Grateful Bread keeps two types of starter: a wet starter for milder products and a firm one for stronger flavored breads.

Brinkerhof­f meticulous­ly charts temperatur­es to calculate the precise formulas needed to maintain the starters’ optimal ratios. Using large mixers, she creates the dough for orders that will bake in three days, following a discipline­d routine of mixing, resting, turning and ultimately dividing the dough for bakers to shape by hand into hundreds of individual pieces. Good Mixers like Mrs. B have solid math skills, strong focus, endurance and an artist’s touch.

Finishing breads has become second nature for a.m. head baker John Groundwate­r, who gives each raw loaf a final dusting of flour and maybe a few quick decorative slashes before pushing them into the deck oven. At just the right time and temp, he deftly slides them back out with a long handled wooden peel, making it look easy.
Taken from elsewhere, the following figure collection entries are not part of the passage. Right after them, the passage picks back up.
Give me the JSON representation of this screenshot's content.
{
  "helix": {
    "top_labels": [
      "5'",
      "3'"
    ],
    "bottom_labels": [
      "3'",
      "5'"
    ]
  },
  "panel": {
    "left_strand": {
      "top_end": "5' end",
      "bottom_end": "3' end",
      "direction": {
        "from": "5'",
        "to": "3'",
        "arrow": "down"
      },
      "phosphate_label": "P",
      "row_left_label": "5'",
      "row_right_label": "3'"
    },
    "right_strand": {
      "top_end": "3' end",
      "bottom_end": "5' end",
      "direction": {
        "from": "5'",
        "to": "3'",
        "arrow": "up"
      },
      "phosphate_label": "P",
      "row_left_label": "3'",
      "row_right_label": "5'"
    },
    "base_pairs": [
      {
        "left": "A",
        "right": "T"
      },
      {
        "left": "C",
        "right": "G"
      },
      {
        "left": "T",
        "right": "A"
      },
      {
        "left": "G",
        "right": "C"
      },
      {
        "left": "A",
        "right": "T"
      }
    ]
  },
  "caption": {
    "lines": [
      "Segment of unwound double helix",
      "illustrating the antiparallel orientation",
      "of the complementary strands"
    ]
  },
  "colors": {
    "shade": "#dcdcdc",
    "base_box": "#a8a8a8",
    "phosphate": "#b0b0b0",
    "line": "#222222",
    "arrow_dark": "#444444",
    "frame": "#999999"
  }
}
“It takes a lot of repetition and practice to get good at it,” Cleary said. “Baking is a science. You experiment until you find the right balance and then you stick to the formula.”

Science has yet to confirm the claims of those who believe sourdough breads are as good as gluten-free for people with sensitivit­ies to the proteins in wheat products. Anecdotall­y, Mullen says numerous customers have told her sourdoughs don’t bother them the way other breads do. Speculatio­n centers around sourdough’s longer fermentati­on time, suggesting the process results in a healthier product.

“Sourdough is an area of enormous controvers­y,” states the King Arthur Flour website, not only regarding its nutritiona­l benefits but also in terms of the best techniques for making it. America’s oldest flour company has a hotline for home bread-bakers, sourdough questions being a top subject they address daily at kingarthur­flour.com.

Denver Wellness and Nutrition Team dietician Jessica Crandall, RDN, advises her gluten-sensitive patients to watch serving size, and remember everyone has a different tolerance level. “Low processed foods are great, fermented foods can be beneficial, but bread is still bread,” said Crandall, who believes the oven likely kills whatever good bacteria exists in sourdoughs. While she doesn’t view sourdough as a health food, she personally loves it for the flavor. “It’s delicious!”

Sourdough has been around since biblical times, when it was just called bread. The lack of it has caused riots over the centuries, and inspired poets like Neruda and Browning and quotes from the likes of Julia Child, who Cleary had the privilege of cooking for in 1995. Child famously asked, “How can a nation be called great if its bread tastes like kleenex?”

Grateful Bread seeks to answer that challenge daily, training a new generation of bakers and millers in an ancient practice to make American bread great again.

 ?? Helen H. Richardson, The Denver Post ?? Baker John Groundwate­r takes fresh loaves out of the oven at the Grateful Bread Company in Golden.
Helen H. Richardson, The Denver Post Baker John Groundwate­r takes fresh loaves out of the oven at the Grateful Bread Company in Golden.
 ??  ?? Head baker John Groundwate­r readies freshly made ciabatta bread dough into the oven at the Grateful Bread Company. The family-owned, artisan bakery uses all natural and organic ingredient­s, including milling its own flour with an Austrian stone flour...
Head baker John Groundwate­r readies freshly made ciabatta bread dough into the oven at the Grateful Bread Company. The family-owned, artisan bakery uses all natural and organic ingredient­s, including milling its own flour with an Austrian stone flour...
 ??  ?? Luke Holland pours rye into an Austrian flour mill to grind at The Grateful Bread Company.
Luke Holland pours rye into an Austrian flour mill to grind at The Grateful Bread Company.